Though the consulting firm says consumer-directed plans have much potential, its executives were surprised consumer responses were so negative.

“If I were a product manager in any other industry and saw scores this low in customer satisfaction and understanding, I’d be thinking of pulling that product from the shelves or retooling it,” says David Guilmette, managing director of Towers Perrin’s health-care consulting practice.

One reason for the frustration is the uphill battle many consumers describe in trying to shop for their health care. Six years ago, Howard Katz, an industrial-design research consultant in rural eastern Pennsylvania, bought a family health plan with a savings account and a deductible that is now $5,650. But getting specific price information on which to base purchase decisions for MRIs, doctor visits and blood work has been difficult, he says.

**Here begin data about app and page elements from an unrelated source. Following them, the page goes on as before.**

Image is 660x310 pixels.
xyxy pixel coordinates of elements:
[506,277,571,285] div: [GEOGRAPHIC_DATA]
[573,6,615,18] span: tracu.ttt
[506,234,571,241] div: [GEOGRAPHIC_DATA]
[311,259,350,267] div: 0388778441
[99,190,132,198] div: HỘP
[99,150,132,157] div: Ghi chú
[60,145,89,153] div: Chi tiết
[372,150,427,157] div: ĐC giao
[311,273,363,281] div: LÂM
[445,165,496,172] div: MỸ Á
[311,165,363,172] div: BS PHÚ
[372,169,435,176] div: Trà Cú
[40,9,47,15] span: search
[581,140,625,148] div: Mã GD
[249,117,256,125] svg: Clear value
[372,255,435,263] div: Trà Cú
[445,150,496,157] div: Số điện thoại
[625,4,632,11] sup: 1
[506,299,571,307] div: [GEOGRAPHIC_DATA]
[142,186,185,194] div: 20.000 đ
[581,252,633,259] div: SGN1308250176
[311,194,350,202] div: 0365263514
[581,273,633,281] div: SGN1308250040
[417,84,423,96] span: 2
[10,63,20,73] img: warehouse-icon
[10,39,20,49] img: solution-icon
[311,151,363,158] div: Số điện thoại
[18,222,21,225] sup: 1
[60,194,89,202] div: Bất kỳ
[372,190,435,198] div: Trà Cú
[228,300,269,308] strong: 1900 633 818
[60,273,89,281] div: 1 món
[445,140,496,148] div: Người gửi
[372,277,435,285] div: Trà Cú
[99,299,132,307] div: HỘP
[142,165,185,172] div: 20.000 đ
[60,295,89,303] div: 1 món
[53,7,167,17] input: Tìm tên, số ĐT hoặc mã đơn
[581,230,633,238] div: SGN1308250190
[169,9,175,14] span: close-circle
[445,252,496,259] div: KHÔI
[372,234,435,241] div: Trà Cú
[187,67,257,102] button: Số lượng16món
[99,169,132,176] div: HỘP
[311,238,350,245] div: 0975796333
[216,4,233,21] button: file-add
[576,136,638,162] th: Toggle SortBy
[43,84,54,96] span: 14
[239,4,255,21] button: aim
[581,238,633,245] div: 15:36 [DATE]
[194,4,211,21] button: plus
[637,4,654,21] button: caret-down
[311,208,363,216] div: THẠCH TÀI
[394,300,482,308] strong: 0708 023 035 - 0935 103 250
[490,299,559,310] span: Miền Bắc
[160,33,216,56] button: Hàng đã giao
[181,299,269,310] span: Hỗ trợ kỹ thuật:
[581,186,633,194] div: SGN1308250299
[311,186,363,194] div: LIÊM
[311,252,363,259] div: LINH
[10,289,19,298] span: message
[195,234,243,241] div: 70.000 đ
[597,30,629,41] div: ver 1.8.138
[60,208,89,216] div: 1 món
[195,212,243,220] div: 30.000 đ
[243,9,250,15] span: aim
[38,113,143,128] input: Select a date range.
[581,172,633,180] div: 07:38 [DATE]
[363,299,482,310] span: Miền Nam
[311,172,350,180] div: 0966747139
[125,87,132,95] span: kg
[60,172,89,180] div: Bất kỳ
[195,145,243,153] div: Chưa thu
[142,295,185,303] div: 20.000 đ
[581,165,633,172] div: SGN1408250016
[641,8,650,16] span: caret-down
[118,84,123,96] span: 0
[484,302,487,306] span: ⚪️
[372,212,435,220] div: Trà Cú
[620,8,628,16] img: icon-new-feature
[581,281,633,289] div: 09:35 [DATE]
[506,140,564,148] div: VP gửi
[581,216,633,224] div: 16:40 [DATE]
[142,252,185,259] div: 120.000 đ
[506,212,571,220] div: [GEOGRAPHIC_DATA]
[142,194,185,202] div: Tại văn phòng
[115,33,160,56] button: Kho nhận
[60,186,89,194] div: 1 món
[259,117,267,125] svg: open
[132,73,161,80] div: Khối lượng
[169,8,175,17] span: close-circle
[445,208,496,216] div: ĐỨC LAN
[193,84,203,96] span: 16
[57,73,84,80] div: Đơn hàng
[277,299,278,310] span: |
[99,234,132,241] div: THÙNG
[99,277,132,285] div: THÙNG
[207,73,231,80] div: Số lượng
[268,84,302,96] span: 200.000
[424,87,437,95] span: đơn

And the money in the health savings account gets spent; only once has enough remained to roll over to the next year.

Now, he says, he has rejoined a company as an employee after working on his own, and one of the perks is regaining traditional health coverage. “Now I don’t have to act like a medical examiner anymore,” he says.

A growing number of industry experts believe that for consumer-directed plans to succeed, they have to offer coverage that is at least as rich as traditional plans. That means providing upfront coverage of most preventive services and treatments and a generous contribution to employees’ accounts.

“If you’re just trying to cost shift, and you only get 10% of your employees in, they are the youngest and healthiest, and you haven’t accomplished anything in terms of health-care costs,” says Bill Sharon, a senior vice president at Aon Consulting, the human-resources consulting arm of insurance broker Aon Corp.

“We’d heard concerns from employees that they weren’t going to get the right care,” says Julie Thibodeau, co-director of human resources at Osram Sylvania. This year enrollment between the two consumer-directed plans rose to 15%.